When The Lancet and The New England Journal of Medicine pulled an influential pair of Covid-19 papers last Thursday, it was a rare event in scientific publishing. For medical researchers, this was like seeing The Washington Post and The New York Times take down related news stories at the same time—a confluence of editorial failures that raises dire questions about what went wrong and why. But how surprising is this scandal, really? Could these be among “the biggest retractions in modern history,” as one observer described the news about the paper in The Lancet? That depends entirely on how you read history. Science meltdowns of this type—and the “biggest” retractions that ensue—occur with shocking regularity. Again and again, over decades, scientists and the public have had their confidence in the enterprise shaken by these sorts of disturbing revelations; and then, again and again, over decades, everyone has been surprised. Cue Casablanca.
The latest scandal is, indeed, a bad one. At the moment, we don’t know the full story of what went wrong, beyond that the papers’ authors and the journals’ editors decided that they could no longer trust the underlying data. Both studies purportedly drew from the medical records of 96,000 patients with Covid-19, seen at hundreds of different hospitals around the world. The NEJM article reported that those with cardiovascular disease were at increased risk for death from Covid-19, and that the use of certain heart medications did not appear to compound that risk. The Lancet paper reported that the drugs hydroxychloroquine and chloroquine did not help the 15,000 patients who took them; in fact, these medications seemed to cause significant harm.
The giant data set was never made available for inspection by other scientists, which would be critical for demonstrating that results are reproducible. More astounding, the private and secretive company that owned the data, called Surgisphere, denied full access to the papers’ authors too. That’s bad faith, and it violates best practices for respectable science.
The NEJM article didn’t make much of an impact, but the Lancet paper was a different matter. Upon publication, the World Health Organization paused an ongoing trial testing the malaria drugs for Covid-19. The trial only started up again when the journal expressed doubts about the validity of the results last week. (Whiplash notwithstanding, the bulk of the available evidence suggests that hydroxychloroquine is useless against the disease.)
Still, many other retractions have held at least as much significance for the public health and for the scientific fields in which they occurred. Remember Andrew Wakefield, the disgraced doctor whose bogus study linking vaccines to autism bred mistrust of lifesaving immunizations against measles, and cyclical outbreaks of the disease? Or Yoshitaka Fujii, a Japanese anesthesiologist whose misconduct led to the retraction of more than 180 papers in the last decade—a record so far for a single author?

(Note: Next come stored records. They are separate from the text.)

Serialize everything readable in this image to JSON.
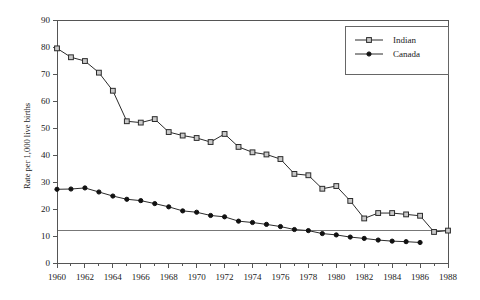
{
  "chart_data": {
    "type": "line",
    "title": "",
    "xlabel": "",
    "ylabel": "Rate per 1,000 live births",
    "xlim": [
      1960,
      1988
    ],
    "ylim": [
      0,
      90
    ],
    "yticks": [
      0,
      10,
      20,
      30,
      40,
      50,
      60,
      70,
      80,
      90
    ],
    "xticks": [
      1960,
      1962,
      1964,
      1966,
      1968,
      1970,
      1972,
      1974,
      1976,
      1978,
      1980,
      1982,
      1984,
      1986,
      1988
    ],
    "x_minor_tick_step": 1,
    "grid": false,
    "legend_position": "top-right",
    "reference_line": {
      "orientation": "horizontal",
      "value": 12,
      "color": "#777777"
    },
    "series": [
      {
        "name": "Indian",
        "marker": "open-square",
        "color": "#2b2b2b",
        "x": [
          1960,
          1961,
          1962,
          1963,
          1964,
          1965,
          1966,
          1967,
          1968,
          1969,
          1970,
          1971,
          1972,
          1973,
          1974,
          1975,
          1976,
          1977,
          1978,
          1979,
          1980,
          1981,
          1982,
          1983,
          1984,
          1985,
          1986,
          1987,
          1988
        ],
        "values": [
          79.5,
          76.2,
          74.8,
          70.5,
          63.8,
          52.5,
          52.0,
          53.3,
          48.5,
          47.2,
          46.3,
          44.8,
          47.8,
          43.0,
          41.0,
          40.2,
          38.5,
          33.0,
          32.5,
          27.5,
          28.5,
          23.0,
          16.5,
          18.5,
          18.5,
          18.0,
          17.5,
          11.5,
          12.0
        ]
      },
      {
        "name": "Canada",
        "marker": "filled-circle",
        "color": "#111111",
        "x": [
          1960,
          1961,
          1962,
          1963,
          1964,
          1965,
          1966,
          1967,
          1968,
          1969,
          1970,
          1971,
          1972,
          1973,
          1974,
          1975,
          1976,
          1977,
          1978,
          1979,
          1980,
          1981,
          1982,
          1983,
          1984,
          1985,
          1986
        ],
        "values": [
          27.3,
          27.4,
          27.8,
          26.3,
          24.8,
          23.6,
          23.1,
          22.0,
          20.8,
          19.3,
          18.8,
          17.6,
          17.1,
          15.5,
          15.0,
          14.3,
          13.5,
          12.4,
          12.0,
          10.9,
          10.4,
          9.6,
          9.1,
          8.5,
          8.1,
          7.9,
          7.6
        ]
      }
    ]
  },
  "legend": {
    "entries": [
      {
        "label": "Indian"
      },
      {
        "label": "Canada"
      }
    ]
  }
}
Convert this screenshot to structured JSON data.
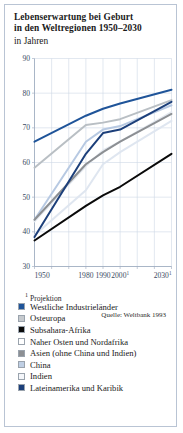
{
  "title": {
    "line1": "Lebenserwartung bei Geburt",
    "line2": "in den Weltregionen 1950–2030",
    "line3": "in Jahren"
  },
  "footnote": {
    "marker": "1",
    "text": "Projektion"
  },
  "source": "Quelle: Weltbank 1993",
  "chart_data": {
    "type": "line",
    "title": "Lebenserwartung bei Geburt in den Weltregionen 1950–2030",
    "subtitle": "in Jahren",
    "xlabel": "",
    "ylabel": "in Jahren",
    "ylim": [
      30,
      90
    ],
    "yticks": [
      30,
      40,
      50,
      60,
      70,
      80,
      90
    ],
    "ytick_labels": [
      "30",
      "40",
      "50",
      "60",
      "70",
      "80",
      "90"
    ],
    "x": [
      1950,
      1980,
      1990,
      2000,
      2030
    ],
    "xtick_labels": [
      "1950",
      "1980",
      "1990",
      "2000¹",
      "2030¹"
    ],
    "xlim": [
      1950,
      2030
    ],
    "grid": true,
    "legend_position": "below",
    "series": [
      {
        "name": "Westliche Industrieländer",
        "color": "#1f5499",
        "swatch": "#1f5499",
        "values": [
          66.0,
          73.5,
          75.5,
          77.0,
          81.0
        ]
      },
      {
        "name": "Osteuropa",
        "color": "#b9bfc4",
        "swatch": "#c6cace",
        "values": [
          58.5,
          70.8,
          71.5,
          72.5,
          78.0
        ]
      },
      {
        "name": "Subsahara-Afrika",
        "color": "#0a0a0a",
        "swatch": "#0a0a0a",
        "values": [
          37.5,
          47.5,
          50.5,
          53.0,
          62.5
        ]
      },
      {
        "name": "Naher Osten und Nordafrika",
        "color": "#e3e8ef",
        "swatch": "#ffffff",
        "values": [
          43.0,
          59.0,
          63.5,
          66.0,
          74.5
        ]
      },
      {
        "name": "Asien (ohne China und Indien)",
        "color": "#8c8f93",
        "swatch": "#8c8f93",
        "values": [
          43.5,
          59.5,
          63.0,
          66.0,
          74.0
        ]
      },
      {
        "name": "China",
        "color": "#b7c9e2",
        "swatch": "#bfcfe4",
        "values": [
          43.5,
          66.0,
          69.5,
          70.5,
          76.5
        ]
      },
      {
        "name": "Indien",
        "color": "#dfe6f0",
        "swatch": "#f4f6fa",
        "values": [
          39.0,
          52.0,
          59.5,
          63.0,
          72.0
        ]
      },
      {
        "name": "Lateinamerika und Karibik",
        "color": "#1c3f7a",
        "swatch": "#1c3f7a",
        "values": [
          38.5,
          62.5,
          68.5,
          69.5,
          77.5
        ]
      }
    ]
  }
}
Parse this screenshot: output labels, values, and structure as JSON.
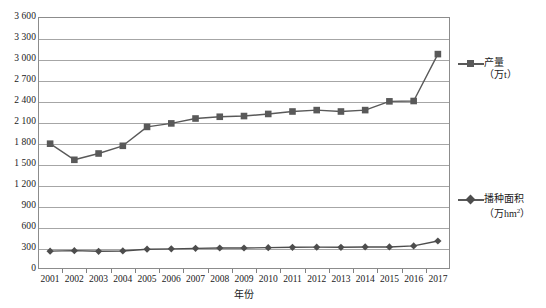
{
  "chart_data": {
    "type": "line",
    "title": "",
    "xlabel": "年份",
    "ylabel": "",
    "ylim": [
      0,
      3600
    ],
    "ystep": 300,
    "grid": true,
    "legend_position": "right",
    "categories": [
      "2001",
      "2002",
      "2003",
      "2004",
      "2005",
      "2006",
      "2007",
      "2008",
      "2009",
      "2010",
      "2011",
      "2012",
      "2013",
      "2014",
      "2015",
      "2016",
      "2017"
    ],
    "yticks": [
      "0",
      "300",
      "600",
      "900",
      "1 200",
      "1 500",
      "1 800",
      "2 100",
      "2 400",
      "2 700",
      "3 000",
      "3 300",
      "3 600"
    ],
    "series": [
      {
        "name": "产量",
        "unit": "（万t）",
        "marker": "square",
        "color": "#595959",
        "values": [
          1790,
          1560,
          1650,
          1760,
          2030,
          2080,
          2150,
          2175,
          2185,
          2215,
          2250,
          2270,
          2250,
          2270,
          2395,
          2400,
          3070
        ]
      },
      {
        "name": "播种面积",
        "unit": "（万hm²）",
        "marker": "diamond",
        "color": "#4d4d4d",
        "values": [
          255,
          262,
          253,
          258,
          283,
          288,
          295,
          300,
          300,
          305,
          310,
          312,
          310,
          315,
          315,
          330,
          400
        ]
      }
    ]
  },
  "legend": {
    "yield": {
      "name": "产量",
      "unit_prefix": "（万t",
      "unit_suffix": "）"
    },
    "area": {
      "name": "播种面积",
      "unit_prefix": "（万hm",
      "unit_exp": "2",
      "unit_suffix": "）"
    }
  },
  "axis": {
    "x_title": "年份"
  },
  "colors": {
    "series_yield": "#595959",
    "series_area": "#4d4d4d",
    "gridline": "#a6a6a6",
    "frame": "#8c8c8c",
    "text": "#1a1a1a"
  }
}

How about Anil Potti, a former superstar at Duke University who fabricated data in his research on cancer therapies, which 60 Minutes called “one of the biggest medical research frauds ever” in 2012? Or John Darsee, a Harvard cardiologist caught falsifying data in a case from the early 1980s that, per the Times, raised “fundamental questions about the self-policing system of science](https://www.nytimes.com/1983/06/14/science/notorious-darsee-case-shakes-assumptions-about-science.html)”? You get the picture.
Some leaders in the areas of research affected by these episodes have taken stock and implemented reforms: new policies on data sharing, preregistration of studies, even hiring statisticians and image sleuths to look for suspicious findings in manuscripts. But in treating every new scandal as an aberration, scientists and policymakers allow themselves to sidestep a central issue they have failed to address for many years. Namely: Problematic research is not nearly as rare as the powers that be in science would like us to think, and efforts to self-police haven’t been particularly effective.
Assigning blame in the newest unraveling isn’t hard. The papers’ authors, led by Harvard researcher Mandeep Mehra, shouldn’t have put their names on a paper lacking transparent data. The journals’ editors are on the hook, too, for accepting articles with the same limitations on sharing. And coauthor Sapan Desai, the CEO of Surgisphere—who has written papers in the past on fraud and “moral turpitude” in medical publishing—well, we don’t quite know what he did or didn’t do.